Intel joins RISC-V International as a premium member, and I'm pondering about the implications

Lately I’ve been diving down the rabbit hole that is the world of RISC-V.

Today, I read this article on EETimes where it says:

Earlier this week, Intel announced it would join RISC-V International as a premier member. Intel Foundry Services (IFS) will embrace designs built on multiple ISAs in order to compete with foundry giants Taiwan Semiconductor Manufacturing Co. and Samsung. Intel claims to be the only foundry offering IP optimized for x86, Arm and RISC-V.

And further down the article:

Intel’s embrace of RISC-V means developing an ecosystem of its own. To that end, Intel is partnering with key RISC-V players, including CPU designer SiFive, AI accelerator chip company Esperanto, embedded CPU designer Andes Technology and data center CPU designer Ventana Microsystems.
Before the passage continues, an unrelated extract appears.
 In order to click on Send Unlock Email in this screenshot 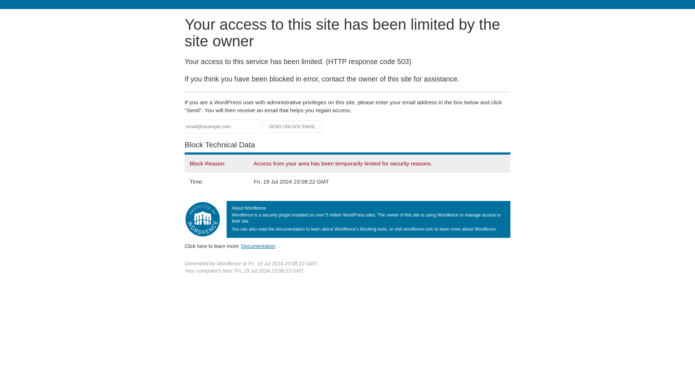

The partners will work with Intel to optimize their designs for Intel’s process technologies.

In an ideal world this would be a real boost for the production of consumer-grade RISC-V CPUs. However, the cynic in me ponders if Intel chiefly wants to maximize profits on x86 architecture for as long as possible and possibly to the extent that it would somehow hamper or derail RISC-V development (thinking embrace, extend, extinguish).

I’m curious what y’alls take on this is? :slight_smile:

I think they just want to sell fab capacity to them.

I dont think they’re on to some MS style EEE, at least not yet. If they sell shit tier chips to the designers, they lose face in that by looking weak and afraid. They could be just playing it safe, just in case Apple and their M1/M2 style architecture becomes the future and they might need something that isnt x86 and ARM to fall back on. Besides, the real future is Quantum compute and I dont think ARM or RISC-V has a response for those yet.